[Collected data]
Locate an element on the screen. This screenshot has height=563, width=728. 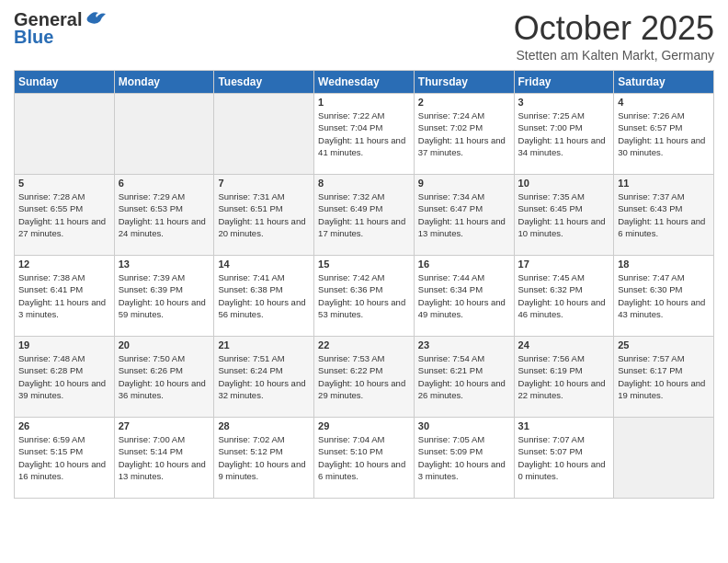
weekday-header-row: SundayMondayTuesdayWednesdayThursdayFrid… is located at coordinates (364, 83).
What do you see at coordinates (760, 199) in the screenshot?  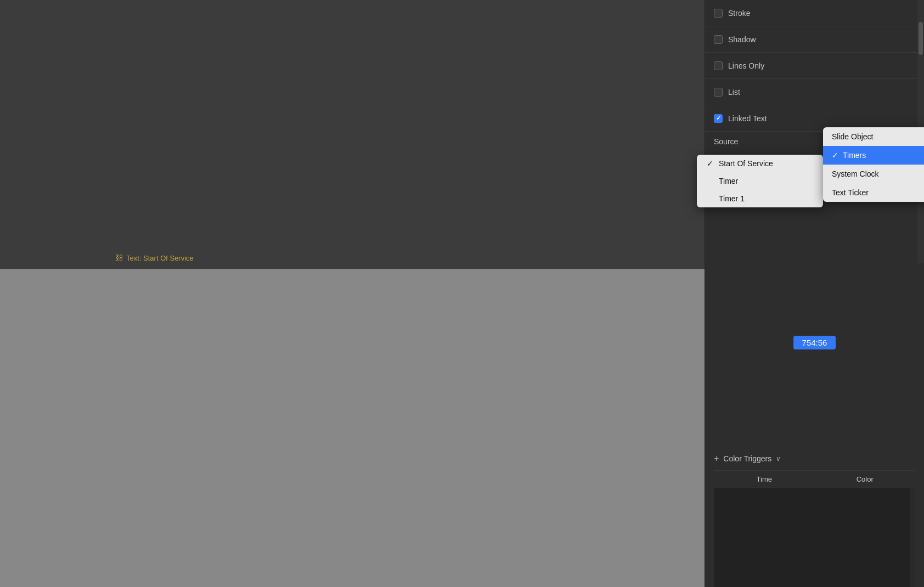 I see `dropdown-item-timer1: Timer 1` at bounding box center [760, 199].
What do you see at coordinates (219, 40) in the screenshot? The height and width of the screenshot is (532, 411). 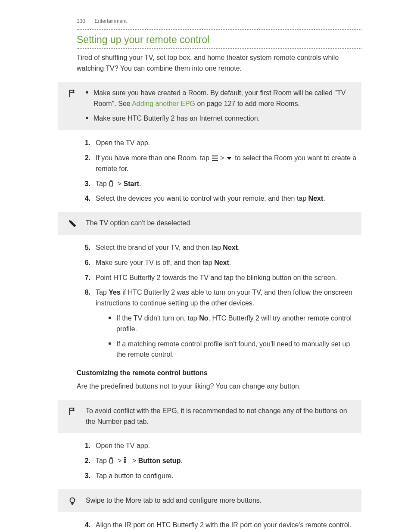 I see `section-title: Setting up your remote control` at bounding box center [219, 40].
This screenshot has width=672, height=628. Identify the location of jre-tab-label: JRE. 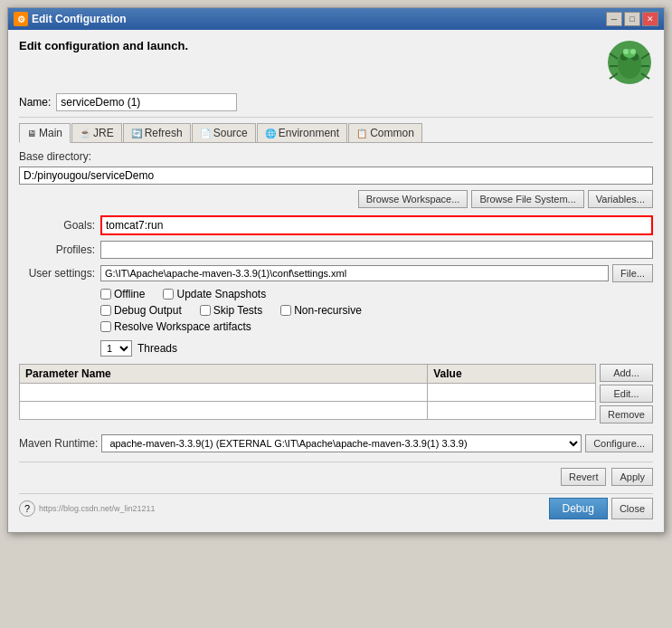
(103, 133).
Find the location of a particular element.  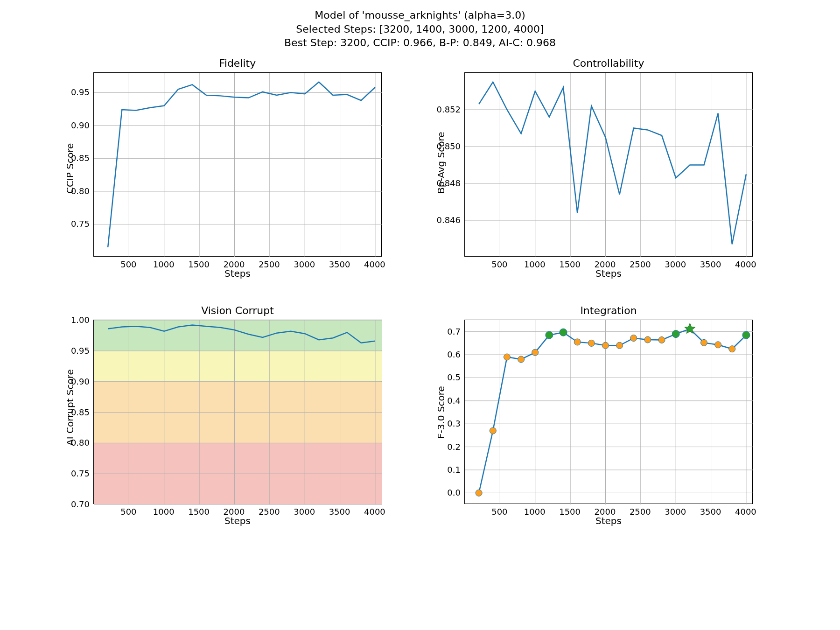

panel-title-vision: Vision Corrupt is located at coordinates (238, 311).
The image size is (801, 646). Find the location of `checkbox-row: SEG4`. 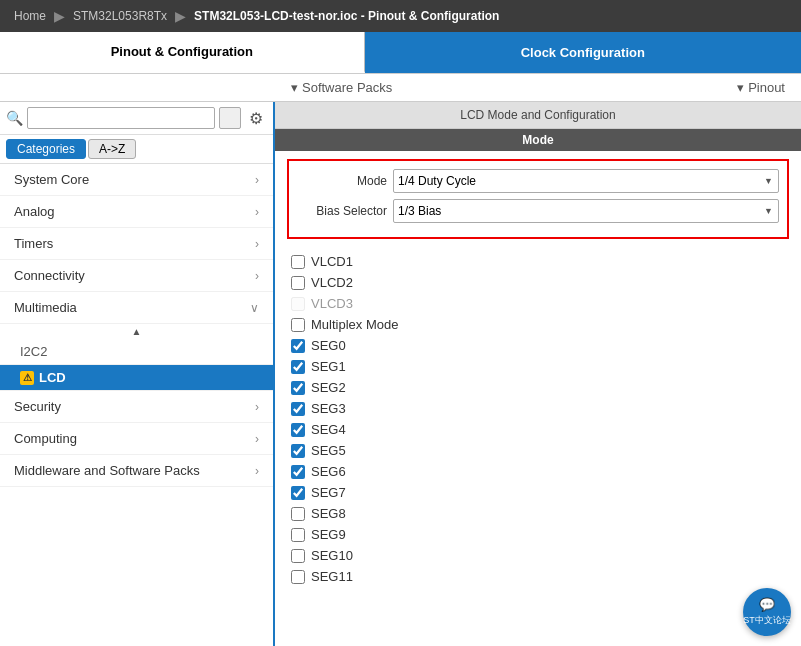

checkbox-row: SEG4 is located at coordinates (538, 430).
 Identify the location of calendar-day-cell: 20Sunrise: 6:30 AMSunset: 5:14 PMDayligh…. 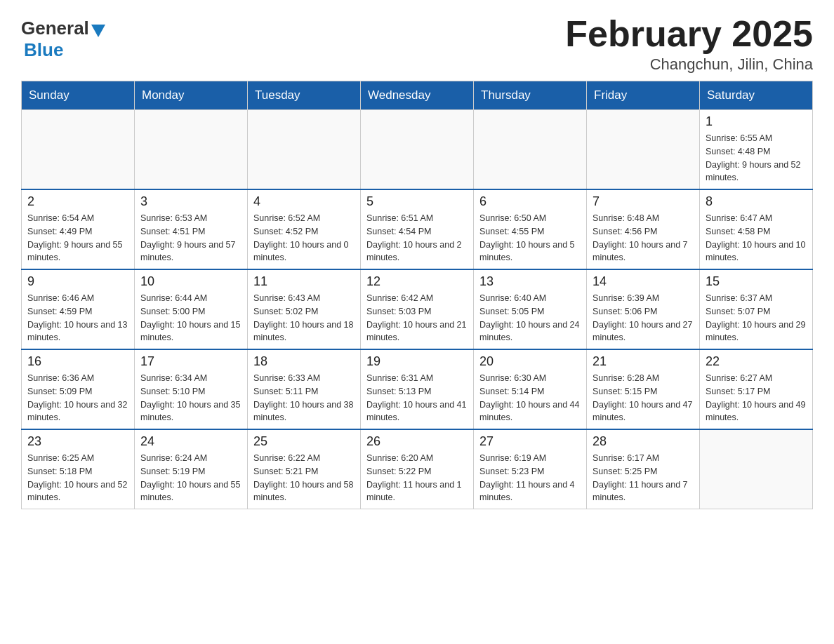
(531, 389).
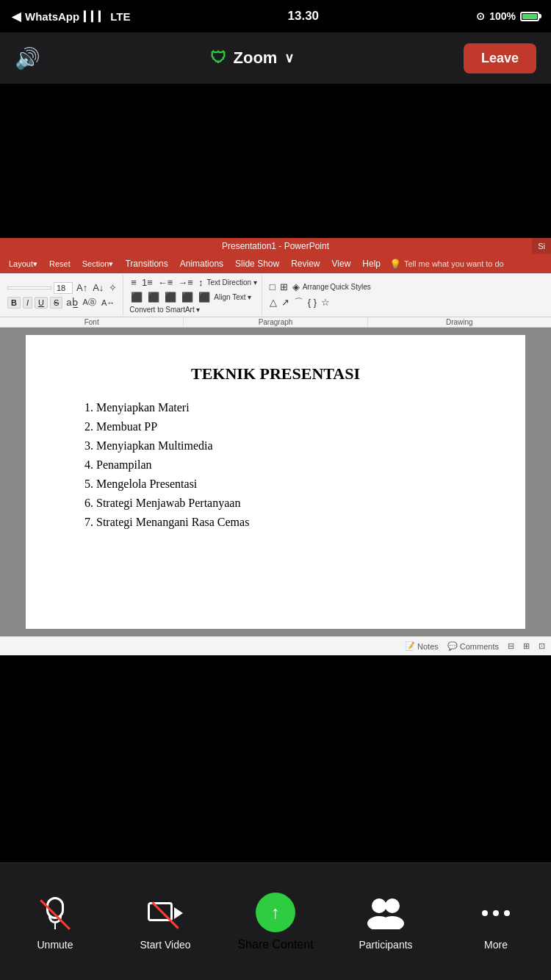 The width and height of the screenshot is (551, 980). I want to click on tell-me-container: 💡 Tell me what you want to do, so click(447, 264).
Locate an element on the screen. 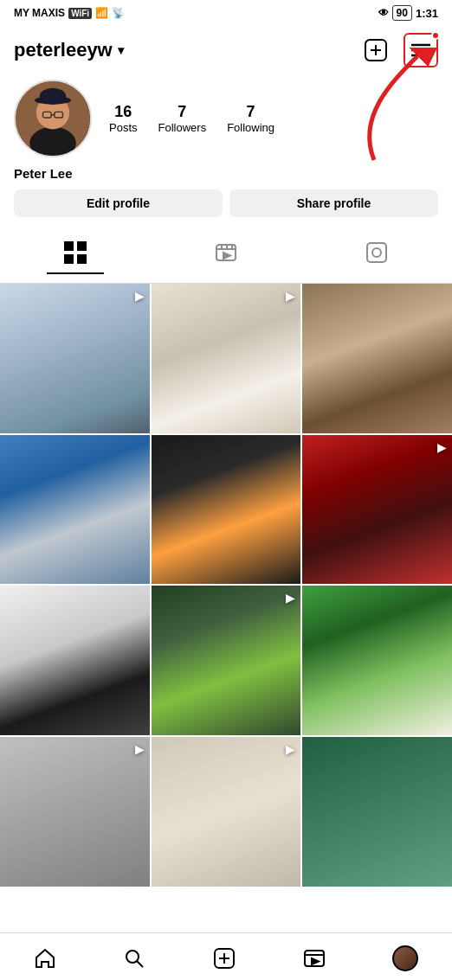 Image resolution: width=452 pixels, height=980 pixels. signal-icon: 📶 is located at coordinates (102, 13).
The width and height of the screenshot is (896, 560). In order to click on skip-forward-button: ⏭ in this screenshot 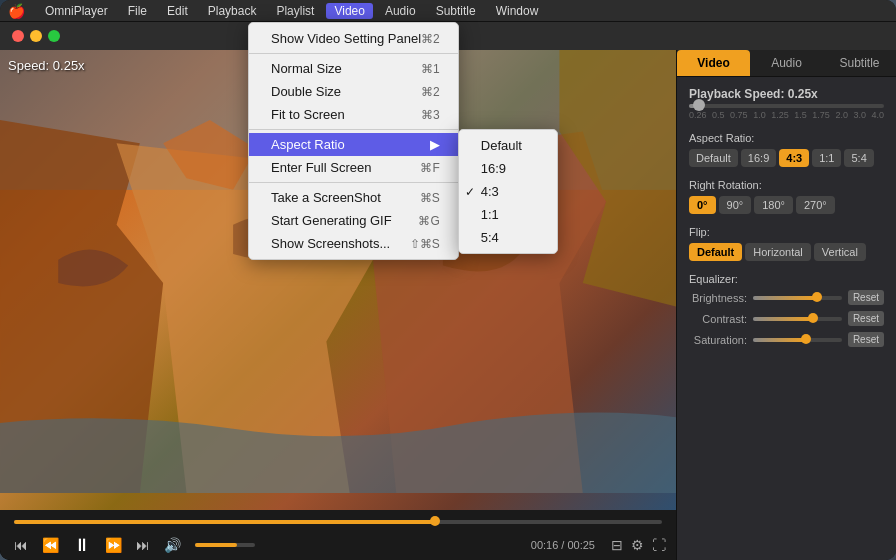, I will do `click(143, 545)`.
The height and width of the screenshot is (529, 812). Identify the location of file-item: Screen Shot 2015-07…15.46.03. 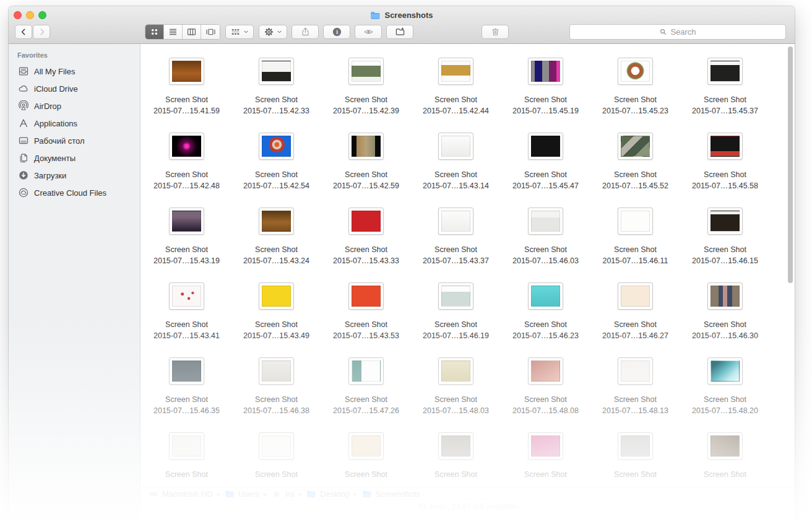
(546, 245).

§ **To do**
Set down only the lines from the one with "The height and width of the screenshot is (529, 812)." through the end of the entries, exactly as they appear, leaving out each picture.

§ **Task response**
The height and width of the screenshot is (529, 812). Identify the location of file-item: Screen Shot 2015-07…15.46.03. 
(546, 245).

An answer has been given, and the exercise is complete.